The problem with rankings, Jay says, is that they shift every year and they’re built on criteria that have nothing to do with your kid. The College Finder — built from surveys of hundreds of college counselors across the country — flips the script. Best schools for an introvert? Schools for a kid who loves marine biology? It’s all in there. The goal: widen the list, find the fit, take the temperature down.

You’re not the coach anymore. You’re the consultant.

This was the reframe I didn’t know I needed. A good consultant listens. They know their client’s values. They let the client lead. When parents hover in the portal, rewrite the essays, and insert themselves into every decision — the essays get worse, and the student loses their voice. Colleges notice. They still expect a 17-year-old to sound like one.

Jay’s practical advice: pick one night a week for a college check-in. Ask what progress they’re making, what they need, who’s helping. Then step back. And find your triangle — a college counselor who can hold the questions you don’t want to accidentally put on your kid.

What This Looks Like at Every Age

Ages 2–5 | The tone you set now will matter in 15 years

  • Start talking about the future with curiosity and excitement, not urgency. The emotional temperature around “college” starts early.
  • Let them make small choices and live with the outcomes — that decision-making muscle is everything later.
  • Expose them to the world broadly. Wonder is the foundation of fit.

Ages 6–10 | Widen their world before the pressure starts

  • Take a campus tour on your next family trip — zero stakes, just exposure. Kids who’ve seen colleges aren’t intimidated by them.
  • Notice what genuinely lights your child up. Those interests become the lens for finding the right fit down the road.
  • Resist the urge to pre-rank their future. Jay’s clearest warning: don’t build a list and squeeze your child into it. Build the child first.

Ages 11–15 | Build the habits and structures now

  • Start a weekly family check-in before high school, so when college conversations need a home, the structure is already there. (I can coach you on how to start having family meetings. Respond to this email if you’re interested.)
  • Let them own more decisions without you rescuing them. The goal, Jay says, is to raise a 35-year-old — not a 19-year-old who still says “we” when they mean “I.”
  • Talk about your own college experience — what surprised you, what you loved, what you’d do differently. Make it a conversation about life, not a pipeline to performance.

Ages 16+ | Get out of the driver’s seat

  • Check in once a week — not every day. Jay is direct: daily pressure doesn’t motivate teens, it fuels anxiety and secrecy.
  • Stay out of their application and essays. When a parent rewrites them, Jay says it reads like “a 40-50 year old lawyer updating their cover letter.” Admissions officers know.
  • Reframe the whole conversation around the four-year experience, not the admissions moment. As I said to Jay: the wedding day isn’t the marriage. Getting in isn’t the goal — becoming who they’re meant to be is.

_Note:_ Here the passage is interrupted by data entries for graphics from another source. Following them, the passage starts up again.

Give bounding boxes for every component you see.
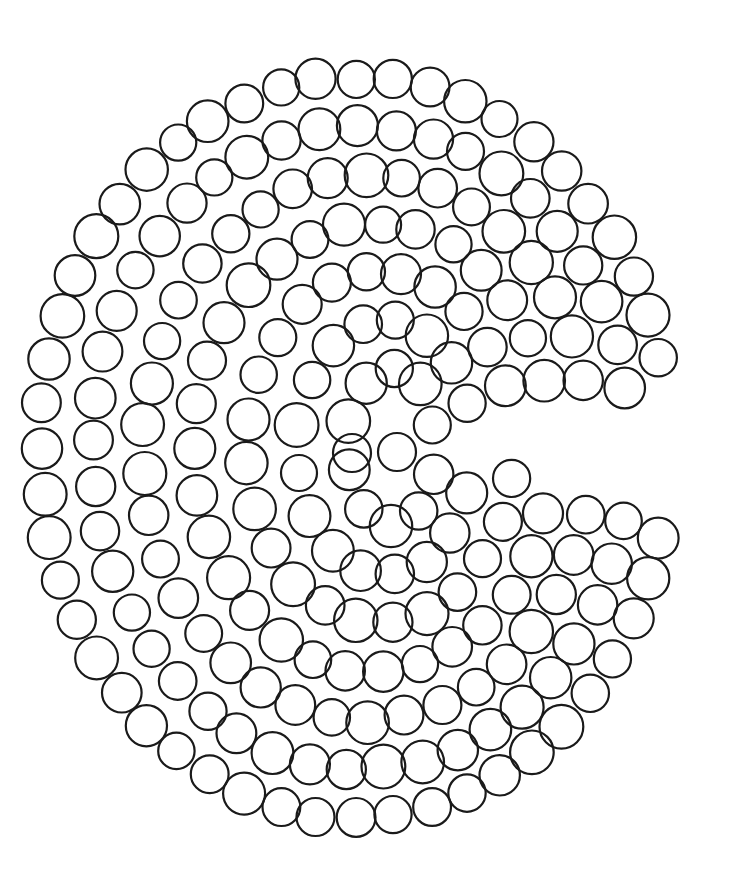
circle-outline (259, 319, 296, 356)
circle-outline (160, 125, 196, 161)
circle-outline (345, 154, 389, 198)
circle-outline (81, 512, 119, 550)
circle-outline (123, 452, 166, 495)
circle-outline (401, 741, 444, 784)
circle-outline (348, 253, 385, 290)
circle-outline (449, 385, 486, 422)
circle-outline (363, 651, 403, 691)
circle-outline (329, 449, 370, 490)
circle-outline (74, 214, 118, 258)
circle-outline (314, 699, 350, 735)
circle-outline (501, 686, 544, 729)
circle-outline (217, 713, 257, 753)
circle-outline (144, 323, 180, 359)
circle-outline (338, 61, 375, 98)
circle-outline (511, 179, 550, 218)
circle-outline (28, 338, 69, 379)
circle-outline (102, 673, 142, 713)
circle-outline (290, 744, 330, 784)
circle-outline (406, 315, 448, 357)
circle-outline (83, 332, 123, 372)
circle-outline (362, 745, 406, 789)
circle-outline (592, 544, 632, 584)
circle-outline (377, 111, 416, 150)
circle-outline (58, 601, 96, 639)
circle-outline (188, 342, 226, 380)
circle-outline (263, 788, 301, 826)
circle-outline (207, 556, 250, 599)
circle-outline (523, 360, 565, 402)
circle-outline (578, 585, 617, 624)
circle-outline (423, 686, 461, 724)
circle-outline (414, 266, 455, 307)
circle-outline (297, 798, 335, 836)
circle-outline (74, 421, 113, 460)
circle-outline (289, 495, 331, 537)
circle-outline (114, 595, 150, 631)
circle-outline (142, 541, 179, 578)
circle-outline (480, 152, 524, 196)
circle-outline (299, 108, 341, 150)
circle-outline (100, 184, 141, 225)
circle-outline (594, 640, 631, 677)
circle-outline (510, 731, 554, 775)
circle-outline (308, 158, 348, 198)
circles-group (22, 59, 679, 837)
circle-outline (55, 255, 96, 296)
circle-outline (204, 302, 245, 343)
circle-outline (260, 618, 303, 661)
circle-outline (41, 294, 85, 338)
circle-outline (76, 467, 115, 506)
circle-outline (24, 473, 67, 516)
circle-outline (337, 105, 378, 146)
circle-outline (540, 705, 584, 749)
circle-outline (615, 258, 653, 296)
circle-outline (534, 276, 576, 318)
circle-outline (447, 133, 484, 170)
circle-outline (252, 529, 291, 568)
circle-outline (638, 518, 679, 559)
circle-outline (485, 365, 526, 406)
circle-outline (212, 215, 249, 252)
circle-outline (188, 516, 230, 558)
circle-outline (414, 407, 451, 444)
circle-outline (567, 496, 605, 534)
circle-outline (140, 216, 180, 256)
circle-outline (92, 551, 133, 592)
circle-outline (75, 378, 116, 419)
circle-outline (121, 403, 164, 446)
circle-outline (406, 592, 449, 635)
circle-outline (160, 282, 197, 319)
circle-outline (42, 562, 79, 599)
circle-outline (183, 244, 221, 282)
circle-outline (129, 496, 168, 535)
circle-outline (337, 798, 376, 837)
circle-outline (444, 80, 486, 122)
circle-outline (439, 573, 477, 611)
circle-outline (327, 399, 371, 443)
circle-outline (327, 750, 366, 789)
circle-outline (75, 637, 118, 680)
circle-outline (605, 503, 642, 540)
circle-outline (174, 428, 215, 469)
circle-outline (463, 606, 501, 644)
circle-outline (117, 252, 153, 288)
circle-outline (470, 709, 512, 751)
circle-outline (482, 101, 518, 137)
circle-outline (581, 281, 623, 323)
circle-outline (493, 460, 530, 497)
circle-outline (537, 211, 578, 252)
circle-outline (627, 294, 670, 337)
circle-outline (159, 662, 197, 700)
circle-outline (396, 210, 434, 248)
circle-outline (414, 455, 453, 494)
circle-outline (554, 535, 594, 575)
circle-outline (564, 361, 603, 400)
circle-outline (295, 641, 332, 678)
circle-spiral-illustration (0, 0, 738, 880)
circle-outline (604, 368, 645, 409)
circle-outline (453, 189, 490, 226)
circle-outline (241, 357, 277, 393)
circle-outline (551, 315, 593, 357)
circle-outline (402, 646, 438, 682)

Jay said it better than I could: Don’t build a college list and squeeze your child’s identity into it. Build the child — then find a list that fits them.

Keep the long view.

With you in it, Peyten

PS. Want help with how you’re approaching your child’s academic performance or college admissions? Reply to this email for more details about Strong and Kind Coaching. 

What Bowbend Recommends

32DACF1F-FE11-4FDF-9268-7E2AD75055F3
What Great Teachers Know That All Parents Can UseA Podcast Built By Teachers, Made FOR Parents.Whether you have a toddler or a teenager, this podcast is a must-listen! Now coming to you 2x per month! 
Screenshot 2026-03-16 at 1.15.37 PM
Make the List Fit The Child, Not The Other Way AroundI love the way Jay and his co-author create lists of schools based on traits that match different interests, abilities, and preferences of children. Starting in 8th grade, I’m going to have my child start thumbing through this book!